A good example of a dialect word is gantry or gauntree, a wooden stand for barrels, known in varying forms in many dialects. It is rightly derived, in the E.D.D., from gantier, which must have been an A.F. (Anglo-French) form, though now only preserved in the Rouchi dialect, spoken on the borders of France and Belgium, and nearly allied to Norman; in fact, M. Hecart, the author of the Dictionnaire Rouchi-Fran{c,}ais, says he had heard the word in Normandy, and he gives a quotation for it from Olivier Basselin, a poet who lived in Normandy at the beginning of the fifteenth century. The Parisian form is chantier, which Cotgrave explains as “a Gauntrey... for hogs-heads to stand on.” Here is a clear example of a word which is of Norman, or A.F., origin; and there must be many more such of which the A.F. form is lost. There is no greater literary disgrace to England than the fact that there is no reasonable Dictionary in existence of Anglo-French, though it contains hundreds of highly important legal terms. It ought, in fact, to have been compiled before either the English Dialect Dictionary or the New English Dictionary, both of which have suffered from the lack of it.

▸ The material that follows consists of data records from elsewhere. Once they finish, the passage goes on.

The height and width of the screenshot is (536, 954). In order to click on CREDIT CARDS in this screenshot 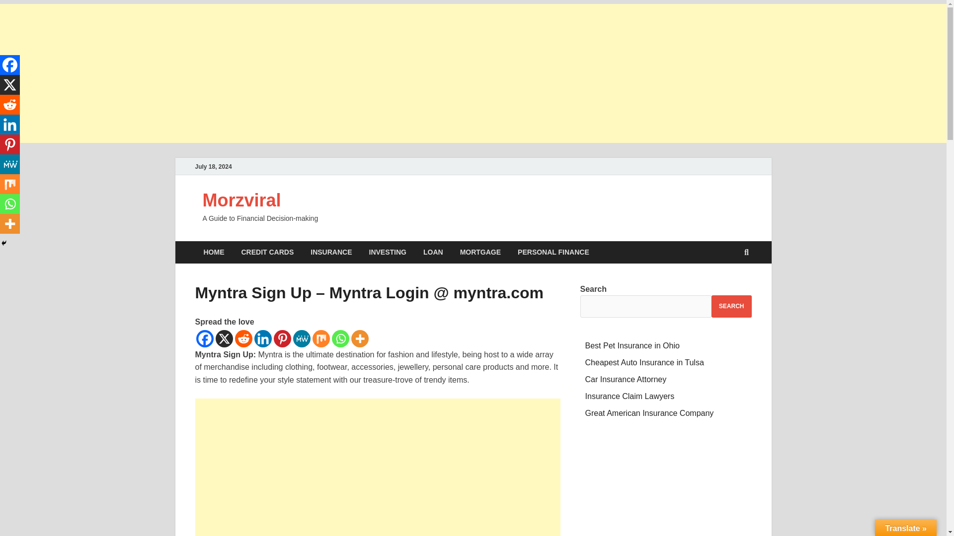, I will do `click(267, 252)`.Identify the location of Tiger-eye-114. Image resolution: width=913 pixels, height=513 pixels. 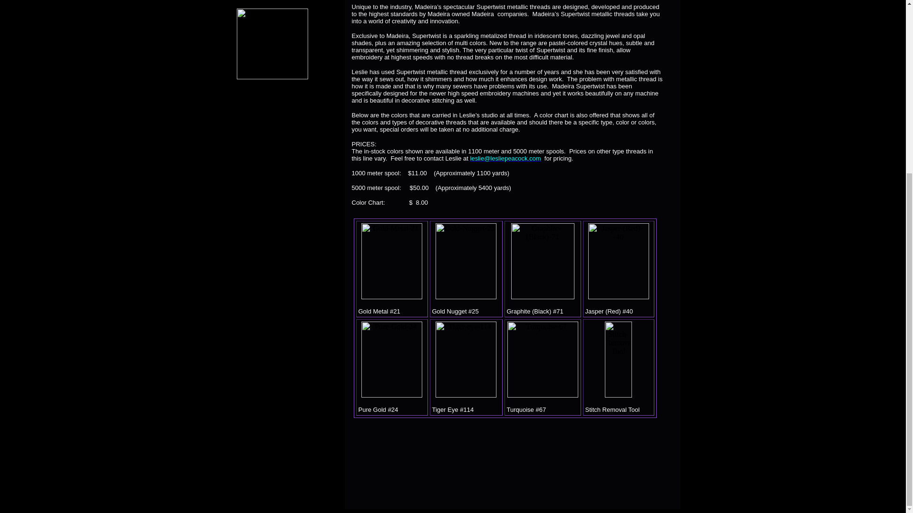
(466, 360).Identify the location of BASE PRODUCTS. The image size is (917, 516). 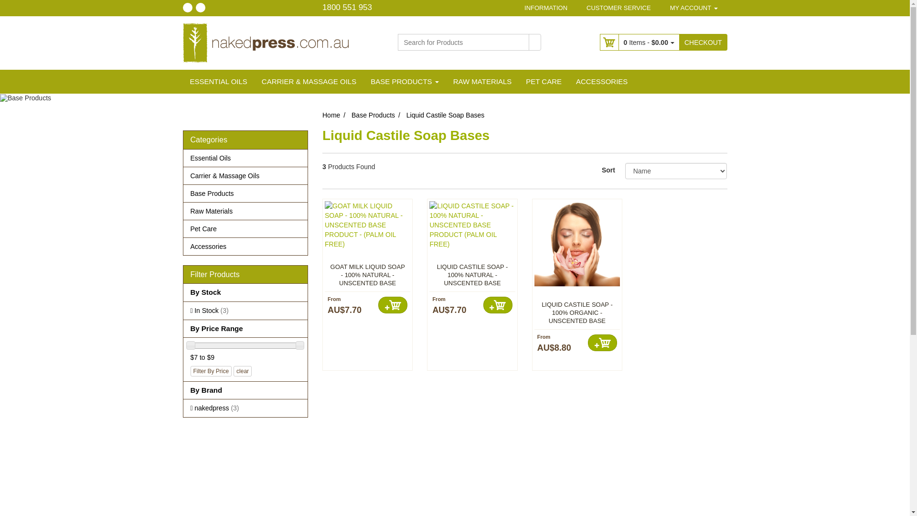
(405, 82).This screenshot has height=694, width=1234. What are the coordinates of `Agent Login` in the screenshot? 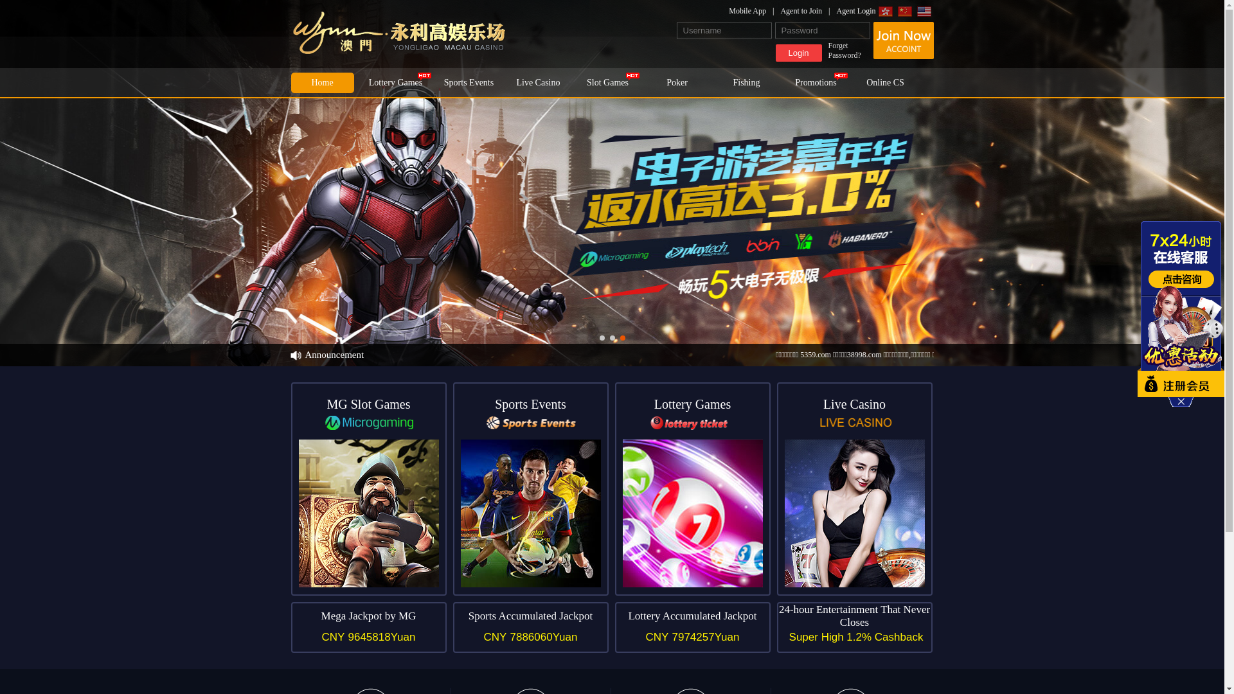 It's located at (856, 11).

It would indeed be tedious to enumerate the vast number of French words in our dialects. Many are literary words used in a peculiar sense, often in one that has otherwise been long obsolete; such as able, rich; access, an ague-fit; according, comparatively; to act, to show off, be ridiculous; afraid, conj., for fear that; agreeable, willing; aim, to intend; aisle, a central thoroughfare in a shop, etc.; alley, the aisle of a church; allow, to suppose; anatomy, a skeleton; ancient, an ensign, flag; anguish, inflammation; annoyance, damage; anointed, notoriously vicious; apron, the diaphragm of an animal; apt, sure; arbitrary, impatient of restraint; archangel, dead nettle; argue, to signify; arrant, downright; auction, an untidy place, a crowd; avise (for advise), to inform. It is needless to go through the rest of the alphabet.
Moreover, dialect-speakers are quite capable of devising new forms for themselves. It is sufficient to instance abundation, abundance; ablins, possibly (made from able); argle, argie-bargie, argle-bargle, argufy, all varieties of the verb to argue; and so on.